March 29 – May 11, 2019
Exhibition Opening and Welcoming Reception for Creative Growth’s New Executive Director: Friday, March 29, 5-8pm
Live Music by: Emerson & Son
Members’ Preview: Friday, March 29, 11am-1pm
Creative Growth is pleased to present “Bodies,” an exhibition of paintings, drawings, and sculptures from the Creative Growth studio that depict, engage, and consider the human body. Join Creative Growth at the opening reception of “Bodies” on Friday, March 29, to meet the artists and welcome Creative Growth’s new Executive Director, Elizabeth Brodersen.
As a subject, an aesthetic interest, an exploration of form and function, or a means to explore the self and the other, the human figure provides timeless artistic fodder. Many artists in the Creative Growth studio are drawn to classic portraiture. Kim Clark transforms the pages of magazines into celebrity portraits and Franna Lusson uses color to suggest the inner life of her seated figures. The anonymous figures in Dan Hamilton’s and Ron Veasey’s paintings become distillations of color, planes, and shapes in the artists’ hands. For Hamilton, ground and figure become one, distinguished only by his bold lines. Face-forward and expression-driven from the neck up, the bulk of the bodies in Ron Veasey’s paintings are graphic to the point of striking abstraction.
The body is fundamental to Aurie Ramirez’s practice; her watercolor compositions feature nude figures and explore sexuality and fetishism. Delicate in technique but bold in content, Ramirez’s work is full of duality – intimacy and separation, power and vulnerability, and the body as subject and object. Casey Byrnes, on the other hand, confidently transforms bodies into objects. Wryly depicting male anatomy, his ceramic planters bare clever drainage systems.
From our permanent collection, Carl Hendrickson’s chair is also functional sculpture; constructed by the artist for his particular movement patterns as a result of Cerebral Palsy, the chair as a work of art blends aesthetic expression with rare insight into another individual’s experience of their body.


● **About this exercise**:
From the first line to the last, copy the material word for word; pictures stay out.
Data excerpts section start
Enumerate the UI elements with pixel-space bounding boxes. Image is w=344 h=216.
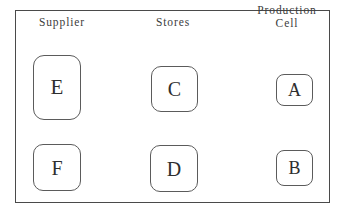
node-c-label: C (168, 79, 181, 99)
node-a-label: A (288, 81, 301, 99)
node-d[interactable]: D (150, 145, 198, 192)
node-f[interactable]: F (33, 144, 81, 191)
node-e[interactable]: E (33, 55, 81, 120)
node-f-label: F (51, 157, 62, 177)
column-label-production-cell-line-1: Production (245, 4, 329, 17)
node-e-label: E (51, 77, 64, 98)
node-c[interactable]: C (151, 66, 198, 112)
node-d-label: D (167, 158, 181, 178)
node-b-label: B (288, 159, 300, 177)
node-b[interactable]: B (276, 150, 313, 186)
diagram-canvas: Supplier Stores Production Cell E F C D … (0, 0, 344, 216)
column-label-supplier: Supplier (19, 16, 105, 29)
column-label-production-cell: Production Cell (245, 4, 329, 29)
column-label-stores: Stores (130, 16, 216, 29)
column-label-supplier-line-1: Supplier (19, 16, 105, 29)
node-a[interactable]: A (276, 74, 313, 106)
column-label-stores-line-1: Stores (130, 16, 216, 29)
column-label-production-cell-line-2: Cell (245, 17, 329, 30)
Data excerpts section end
● **Response box**:
Enumerate the UI elements with pixel-space bounding boxes. Image is w=344 h=216.
node-c-label: C (168, 79, 181, 99)
node-a-label: A (288, 81, 301, 99)
node-d[interactable]: D (150, 145, 198, 192)
node-f[interactable]: F (33, 144, 81, 191)
node-e[interactable]: E (33, 55, 81, 120)
node-f-label: F (51, 157, 62, 177)
column-label-production-cell-line-1: Production (245, 4, 329, 17)
node-e-label: E (51, 77, 64, 98)
node-c[interactable]: C (151, 66, 198, 112)
node-d-label: D (167, 158, 181, 178)
node-b-label: B (288, 159, 300, 177)
node-b[interactable]: B (276, 150, 313, 186)
diagram-canvas: Supplier Stores Production Cell E F C D … (0, 0, 344, 216)
column-label-supplier: Supplier (19, 16, 105, 29)
column-label-production-cell: Production Cell (245, 4, 329, 29)
column-label-stores: Stores (130, 16, 216, 29)
column-label-supplier-line-1: Supplier (19, 16, 105, 29)
node-a[interactable]: A (276, 74, 313, 106)
column-label-stores-line-1: Stores (130, 16, 216, 29)
column-label-production-cell-line-2: Cell (245, 17, 329, 30)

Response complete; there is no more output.